Traité du Beau. [with: De la Philosophie des Chinois.] Amsterdam, ie Paris, 1772.
12mo (164 x 90 mm), pp. [ii], 3-118, [2], 121-180, corner torn from final page and restored, not touching text, occasional browning in text, in modern green vellum with new endpapers, spine lettered in gilt, red edges, from the library of Claude Lebédel.
Two important articles written by Diderot for the Encyclopédie and bound here in modern green vellum. The first article in the volume was originally entitled ‘Beau’ in the Encyclopédie (tome II, 1751) and this is the first appearance under this title and the first printing of both essays outside the Encyclopédie.

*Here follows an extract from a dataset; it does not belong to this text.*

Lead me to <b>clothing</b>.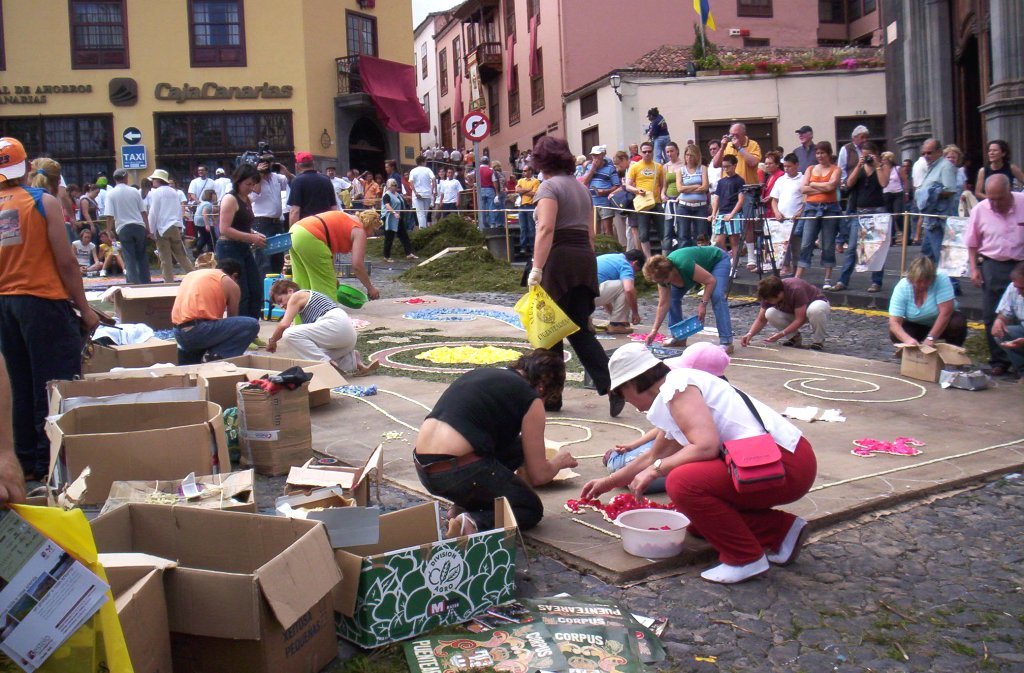
Lead to <region>193, 184, 210, 250</region>.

In this key work on aesthetics, Diderot discusses many writers - Crouzas, Hutcheson, Wolf - but acknowledges a superior debt to Yves-Marie André, who has ‘most furthered the understanding of this subject... and formed the truest and most solid principles’. Diderot echoes André’s work when he explores the relationship between feeling and beauty: ‘But tell me, is a thing beautiful because it pleases, or does it please because it is beautiful? There is no problem; it pleases because it is beautiful’. Diderot’s essay brings together his first-hand knowledge of artists and their work (learnt from friends like Chardin and Falconet as well as from his experience as critic of the Salons), with a broader moral and civic aesthetic in which art becomes an instrument of social change.

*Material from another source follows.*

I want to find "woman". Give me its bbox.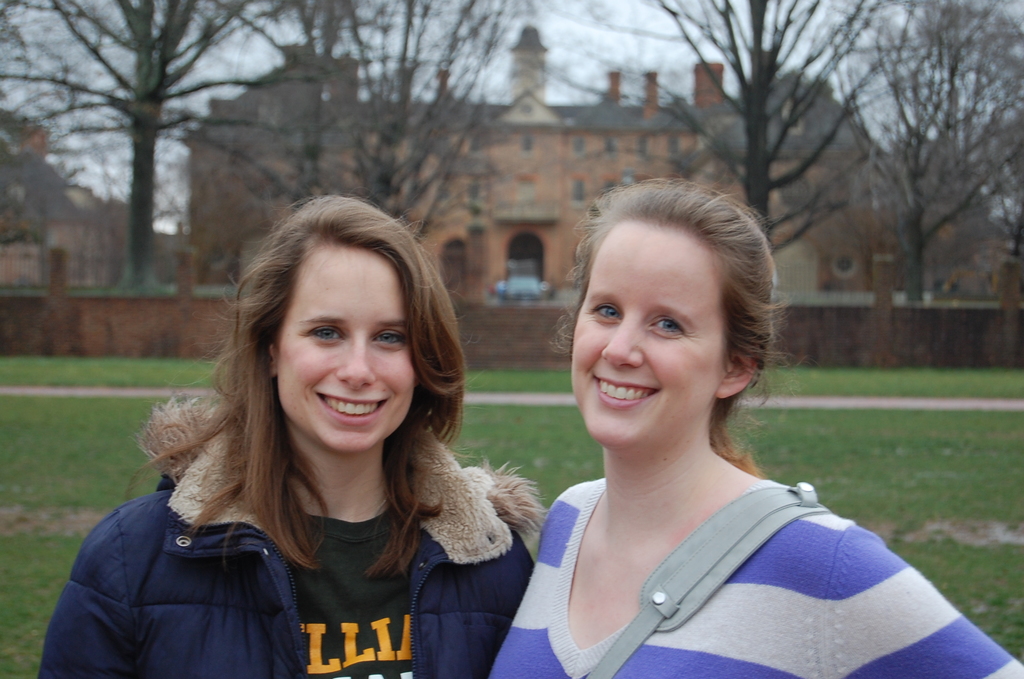
l=501, t=184, r=927, b=671.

Diderot’s essay De la philosophie des Chinois was the second of two entries on China supplied by Diderot for the Encyclopédie. The first one, ‘Chine’, concentrated on the known facts and merits of China and its culture. By contrast, this essay was a virulent attack both on the Jesuits and on the idolatry and superstitions of the Chinese. Criticising the Sinophilia prevalent in France at the time, Diderot argues that much of what was praised about Chinese culture was based on unreliable translations and he presents in its place a poor picture of an idle, idolatrous and uncivilised nation.

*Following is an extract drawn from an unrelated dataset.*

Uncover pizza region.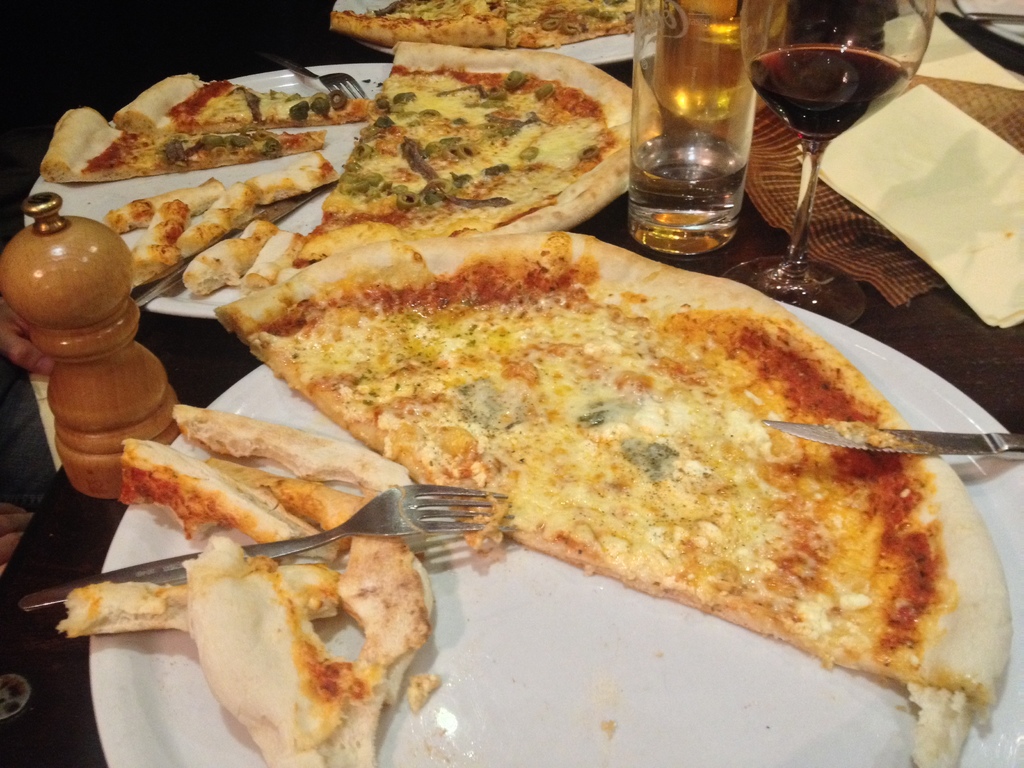
Uncovered: 332/0/630/47.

Traité du beau and De la philosophie des Chinois were first reprinted as part of the third volume of the first collected edition of Diderot’s works, Œuvres philosophiques et dramatiques, Amsterdam 1772, from which these two titles have been taken. Given the modern binding, it is impossible to know if it was originally bound and offered for sale separately or if it was extracted more recently. Adams notes that individual volumes of this six volume collected works as well as works within the volumes were frequently offered separately.
‘On trouve souvent imprimés à part les volumes de cette édition, qui furent mis en vente tels quels à l’époque, sans le faux-titre et le titre général et avec le titre particulier seulement. Parfois, les œuvres dont se composent certains volumes furent également détachés et mises en vente’ (Adams, I, p.84).
Adams also notes a German translation of De la philosophie des Chinois by Johann Jakob Engel which was published in Philosophische Werke des Herrn Diderot, Leipzig, 1774.
Adams, Bibliographie des œuvres de Denis Diderot, A1 (3).